It was weird to own Microsoft a Zune in 2005. It is even weirder to own a Zune in 2021 — let alone 16 of them. And yet, 27-year-old Conner Woods proudly shows off his lineup on a kitchen table.
He owns the entire scope of the brief Zune UFABET lineup — from the svelte Zune 4 to the chunky Zune HD — and among the microscopic community of people who still adore Microsoft ’s much-derided MP3 player, no collection of dead tech could possibly be more enviable.
“I taught myself to solder, began buying up dead Zunes, and repairing and flipping them for a profit,” he says. “At some point I ran across some rare ones and couldn’t bring myself to part with them.”
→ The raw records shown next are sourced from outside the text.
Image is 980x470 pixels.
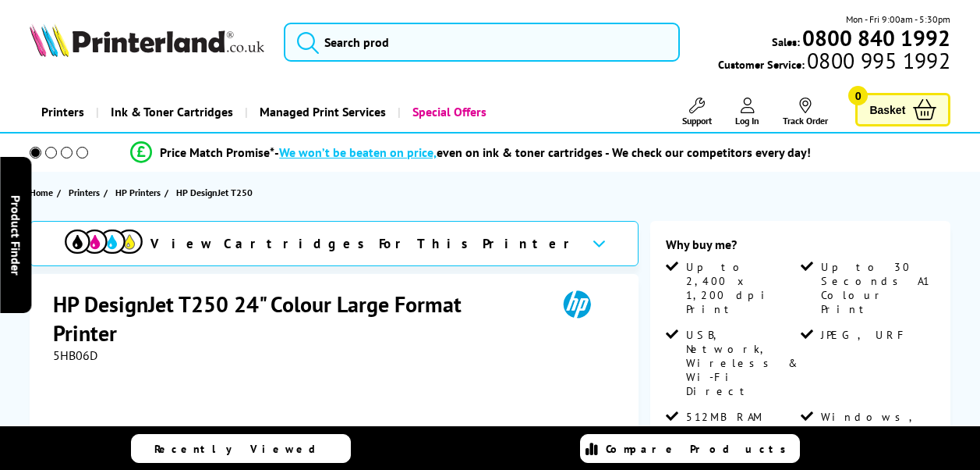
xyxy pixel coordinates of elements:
span: 5HB06D [53,347,97,362]
a: Printerland Logo [30,23,264,61]
span: Printers [68,185,100,201]
a: Track Order [783,97,828,127]
h1: HP DesignJet T250 24" Colour Large Format Printer [53,289,542,347]
span: Compare Products [606,441,795,456]
span: Home [30,185,53,201]
a: Basket 0 [856,93,951,127]
span: Mon - Fri 9:00am - 5:30pm [846,12,951,27]
span: Up to 2,400 x 1,200 dpi Print [686,260,797,316]
a: Managed Print Services [245,92,398,132]
span: USB, Network, Wireless & Wi-Fi Direct [686,328,797,398]
span: Basket [870,99,906,120]
input: Search prod [284,23,680,62]
a: Recently Viewed [131,433,351,462]
img: HP [541,289,613,318]
span: Log In [736,114,760,127]
a: HP Printers [115,185,164,201]
a: 0800 840 1992 [800,31,951,45]
b: 0800 840 1992 [802,23,951,52]
span: HP Printers [115,185,160,201]
a: Support [682,97,712,127]
img: Printerland Logo [30,23,264,57]
span: View Cartridges For This Printer [151,235,579,252]
span: Ink & Toner Cartridges [110,92,233,132]
span: Price Match Promise* [159,144,275,160]
span: We won’t be beaten on price, [280,144,437,160]
span: 0 [848,86,869,106]
a: HP DesignJet T250 [176,185,257,201]
a: Special Offers [398,92,499,132]
span: Windows, Mac & Chrome OS Compatible [821,409,941,466]
span: JPEG, URF [821,328,909,342]
a: Ink & Toner Cartridges [96,92,245,132]
span: 512MB RAM [686,409,764,424]
a: Printers [30,92,96,132]
span: Customer Service: [719,53,951,72]
span: HP DesignJet T250 [176,185,253,201]
a: Printers [68,185,104,201]
a: Compare Products [580,433,800,462]
span: Product Finder [8,195,23,276]
span: Sales: [772,35,800,49]
div: - even on ink & toner cartridges - We check our competitors every day! [275,144,811,160]
div: Why buy me? [666,236,935,260]
li: modal_Promise [8,139,935,166]
a: Home [30,185,57,201]
a: Log In [736,97,760,127]
img: cmyk-icon.svg [64,230,143,254]
span: Support [682,114,712,127]
span: Recently Viewed [155,441,331,456]
span: 0800 995 1992 [805,53,951,68]
span: Up to 30 Seconds A1 Colour Print [821,260,933,316]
He counts a particularly rare model bearing the Halo 3 logo and another with the Gears of War seal, but to fully understand the depths of Woods’ obsession, you need to look past the gadgets and into the great beyond. Click through his post on the r/Zune subreddit, and wander into his veritable shrine of forgotten Zune detritus. Woods owns multiple Zune-stamped traveling cases and boombox docks. He has a Zune-branded stress ball as well as a Zune tinderbox, complete with matches that are dyed in the brand’s customary burnt orange and fiery purple. My personal favorite: a Rubik’s cube that, when solved, reveals the Zune’s polyhedral insignia on all of the white squares, as if to say the answer to one of history’s most vexing logic puzzles is, eternally, Zune.
Microsoft spent most of the 2000s a few steps behind Apple.